The flyer notes a four-year-old news story that the FBI was investigating Alcaraz’s boss, Councilmember Price, as part of a corruption probe. He was never charged with a crime.
Alcaraz’s campaign accused Padilla of trying to stoke racism. Price is Black.
“Imelda Padilla is following in the footsteps of her mentor and previous boss, disgraced former Councilmember Nury Martinez, who resigned after her racist rants were exposed,” the Alcaraz campaign said in a statement.
Meanwhile, an Alcaraz campaign mailer says Padilla is backed by “downtown special interests,” noting she has been endorsed by the L.A. Area Chamber of Commerce, BizFed and Central City Association. “Which side are you on?” the mailer asks.
Padilla’s campaign said in a statement that while she “did receive lobbyist money, based on ethics commission reports Marisa Alcaraz received far more.”
Alcaraz has raised a total of $448,000 in direct contributions and city matching funds, while Padilla has raised $471,000 from the same sources.
Outside groups — mainly labor unions — have spent nearly $306,000 in independent expenditures on Alcaraz’ behalf. Independent expenditures on behalf of Padilla — by unions and a PAC for Latino politicians — amount to $186,000.
Turnout in the first round of voting in April was a paltry 11.4%, according to the registrar of voters. Both campaigns expect turnout to be higher in the runoff, perhaps 15%. That’s still very low, said Fernando Guerra, who directs the Center for the Study of Los Angeles at Loyola Marymount University.
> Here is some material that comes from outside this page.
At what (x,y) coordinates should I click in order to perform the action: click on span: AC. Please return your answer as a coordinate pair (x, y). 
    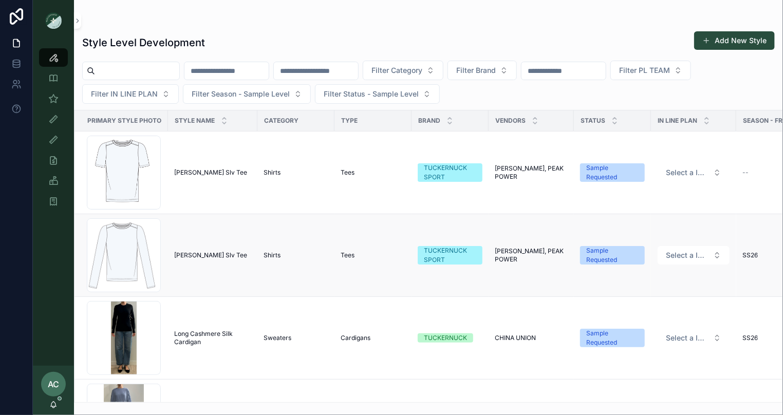
    Looking at the image, I should click on (53, 384).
“The lack of turnout shows there’s a lack of outrage” over the Martinez scandal, he said. “People thought there would be tremendous mobilization and activation because of the audio leak and nothing could be further from the truth.”
The people who will vote, Guerra said, likely are aware of the scandal and may be influenced by the campaigns’ references to it.
Their heroes: Dolores Huerta and Frida Kahlo
The candidates’ campaign headquarters are in the same shopping plaza in Panorama City, but they couldn’t be more different.
Padilla has the office of a community organizer. An open bag of potato chips sits on her desk. Post-it notes are plastered on large sheets of paper on the walls next to political art, including posters of labor leader Dolores Huerta and Mexican revolutionary Emiliano Zapata.
“I just have them as a sense of inspiration,” she said. “I’m Mexican American. So why not?”
The office is about the size of a one-car garage with no bathroom — you need to use the public restrooms in the plaza outside.
Alcaraz’ headquarters is much more spacious, with its own restroom. The walls are adorned with campaign posters and nothing else.
Alcaraz named Mayor Karen Bass, Huerta, and Kamala Harris as among her political heroes. Padilla named the painter and philosopher Frida Kahlo.
“I like that she made women unapologetic to engage in selfies,” Padilla said laughing.